Jamaica
Jamaica is an island nation of the Greater Antilles, 240 kilometers (150 mi) in length and as much as 80 kilometers (50 mi) in width situated in the Caribbean Sea. more...
It is 630 kilometers (391 mi) east of the Central American mainland, 150 kilometers (93 mi) south of Cuba, and 180 kilometers (112 mi) west of the island of Hispaniola, on which Haiti and the Dominican Republic are situated. Its indigenous Arawakan-speaking TaĆno inhabitants named the island Xaymaca, meaning either the "land of springs," or the "Land of wood and water." Formerly a Spanish possession known as Santiago, then the British West Indies Crown colony of Jamaica, the country's population is composed mainly of the descendants of former African slaves. It is the third most populous Anglophone country in the Americas, after the United States and Canada.
History
The original Arawak or Taino people from South America, first settled on the island between 1000 and 400 BC. Although some claim they became virtually extinct following contact with Europeans, others claim that some survived. Jamaica was claimed for Spain after Christopher Columbus first landed there in 1494. Columbus used it as his family's private estate. The British Admiral William Penn (father of William Penn of Pennsylvania) and General Venables seized the island in 1655. During its first 200 years of British rule, Jamaica became the world's largest sugar exporting nation and produced over 77,000 tons of sugar annually between 1820 and 1824, which was achieved through the massive use of imported African slave labor.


Activity
What you return must be the lines of the data that hold the word "marker".

'''

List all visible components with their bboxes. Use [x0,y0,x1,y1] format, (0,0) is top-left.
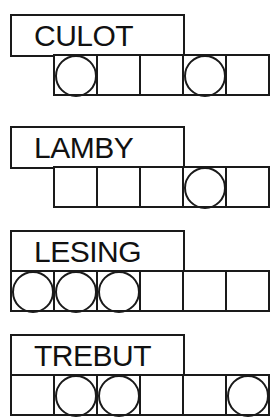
answer-cells [10,374,270,416]
scrambled-word-box: LAMBY [10,126,185,169]
circle-marker-icon [98,375,140,417]
answer-cells [53,54,270,96]
answer-cell-2[interactable] [98,56,141,94]
answer-cell-4[interactable] [184,168,227,206]
scrambled-word-box: TREBUT [10,334,185,377]
scrambled-word-box: CULOT [10,14,185,57]
answer-cell-1[interactable] [12,272,55,310]
answer-cell-5[interactable] [227,56,270,94]
answer-cell-5[interactable] [184,376,227,414]
scrambled-word: CULOT [34,19,133,53]
answer-cells [10,270,270,312]
answer-cell-5[interactable] [184,272,227,310]
scrambled-word: TREBUT [34,339,151,373]
circle-marker-icon [184,167,226,209]
answer-cell-6[interactable] [227,272,270,310]
answer-cell-4[interactable] [141,376,184,414]
answer-cell-3[interactable] [141,168,184,206]
scrambled-word: LAMBY [34,131,133,165]
answer-cells [53,166,270,208]
answer-cell-6[interactable] [227,376,270,414]
scrambled-word-box: LESING [10,230,185,273]
answer-cell-4[interactable] [184,56,227,94]
circle-marker-icon [55,271,97,313]
answer-cell-1[interactable] [12,376,55,414]
answer-cell-3[interactable] [141,56,184,94]
scrambled-word: LESING [34,235,141,269]
answer-cell-3[interactable] [98,376,141,414]
answer-cell-2[interactable] [55,376,98,414]
circle-marker-icon [184,55,226,97]
answer-cell-1[interactable] [55,168,98,206]
answer-cell-5[interactable] [227,168,270,206]
answer-cell-3[interactable] [98,272,141,310]
circle-marker-icon [12,271,54,313]
circle-marker-icon [55,55,97,97]
answer-cell-4[interactable] [141,272,184,310]
answer-cell-1[interactable] [55,56,98,94]
answer-cell-2[interactable] [55,272,98,310]
circle-marker-icon [227,375,269,417]
circle-marker-icon [55,375,97,417]
answer-cell-2[interactable] [98,168,141,206]
circle-marker-icon [98,271,140,313]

'''

Answer to this task
circle-marker-icon [98,375,140,417]
circle-marker-icon [184,167,226,209]
circle-marker-icon [55,271,97,313]
circle-marker-icon [184,55,226,97]
circle-marker-icon [12,271,54,313]
circle-marker-icon [55,55,97,97]
circle-marker-icon [227,375,269,417]
circle-marker-icon [55,375,97,417]
circle-marker-icon [98,271,140,313]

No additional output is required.